Dakṣa-yajña-bhaṅgaḥ — Dadhīci’s Teaching and the Destruction of Dakṣa’s Sacrifice
सहस्त्रशीर्षपादं च सहस्त्राक्षं महाभुजम् / सहस्त्रपाणिं दुर्धर्षं युगान्तानलसन्निभम्
sahastraśīrṣapādaṃ ca sahastrākṣaṃ mahābhujam / sahastrapāṇiṃ durdharṣaṃ yugāntānalasannibham
يُرى الإله ذا ألفِ رأسٍ وألفِ قدمٍ، وألفِ عينٍ وذراعين عظيمين؛ وله ألفُ يدٍ—لا يُقهَر، متلألئ كَنارِ نهايةِ الدهر.
Lord Kurma (Vishnu) as the teacher describing the Supreme/Īśvara for contemplation
Primary Rasa: adbhuta
Secondary Rasa: raudra
By portraying the Lord as cosmic and all-pervading (thousand heads, eyes, hands), the verse points to the Supreme as not limited to one body—Īśvara/Ātman is vast, sovereign, and beyond ordinary measures.
It supports īśvara-dhyāna: steady contemplation of the Lord’s viśvarūpa—invincible and radiant like yugānta fire—so the mind becomes one-pointed (ekāgratā) and devotion (bhakti) deepens into yogic absorption.
The description emphasizes one supreme Īśvara with an all-encompassing form; in the Kurma Purana’s synthesis, such cosmic attributes apply to the single highest reality revered through both Shaiva and Vaishnava idioms.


● **Assigned task**: An exact copy of the entries below is needed, with every picture left out.

● **Given data**:
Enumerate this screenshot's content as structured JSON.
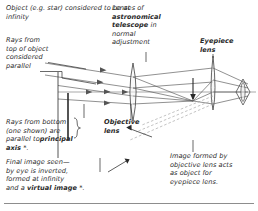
{
  "diagram": {
    "ink_color": "#2a2a2a",
    "ray_color": "#555555",
    "dashed_color": "#9a9a9a",
    "annotations": {
      "object_at_infinity": "Object (e.g. star) considered to be at infinity",
      "rays_from_top": "Rays from\ntop of object\nconsidered\nparallel",
      "rays_from_bottom_pre": "Rays from bottom\n(one shown) are\nparallel to",
      "rays_from_bottom_bold": "principal axis",
      "rays_from_bottom_post": " *.",
      "final_image_pre": "Final image seen—\nby eye is inverted,\nformed at infinity\nand a ",
      "final_image_bold": "virtual image",
      "final_image_post": " *.",
      "lenses_pre": "Lenses of\n",
      "lenses_bold": "astronomical\ntelescope",
      "lenses_post": " in\nnormal\nadjustment",
      "objective_lens": "Objective\nlens",
      "eyepiece_lens": "Eyepiece\nlens",
      "image_formed": "Image formed by\nobjective lens acts\nas object for\neyepiece lens."
    },
    "optics": {
      "objective_lens_x": 133,
      "eyepiece_lens_x": 213,
      "principal_axis_y": 92,
      "intermediate_image_x": 193,
      "eye_x": 243,
      "eye_y": 90
    }
  }
}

● **Result of this task**:
Enumerate this screenshot's content as structured JSON.
{
  "diagram": {
    "ink_color": "#2a2a2a",
    "ray_color": "#555555",
    "dashed_color": "#9a9a9a",
    "annotations": {
      "object_at_infinity": "Object (e.g. star) considered to be at infinity",
      "rays_from_top": "Rays from\ntop of object\nconsidered\nparallel",
      "rays_from_bottom_pre": "Rays from bottom\n(one shown) are\nparallel to",
      "rays_from_bottom_bold": "principal axis",
      "rays_from_bottom_post": " *.",
      "final_image_pre": "Final image seen—\nby eye is inverted,\nformed at infinity\nand a ",
      "final_image_bold": "virtual image",
      "final_image_post": " *.",
      "lenses_pre": "Lenses of\n",
      "lenses_bold": "astronomical\ntelescope",
      "lenses_post": " in\nnormal\nadjustment",
      "objective_lens": "Objective\nlens",
      "eyepiece_lens": "Eyepiece\nlens",
      "image_formed": "Image formed by\nobjective lens acts\nas object for\neyepiece lens."
    },
    "optics": {
      "objective_lens_x": 133,
      "eyepiece_lens_x": 213,
      "principal_axis_y": 92,
      "intermediate_image_x": 193,
      "eye_x": 243,
      "eye_y": 90
    }
  }
}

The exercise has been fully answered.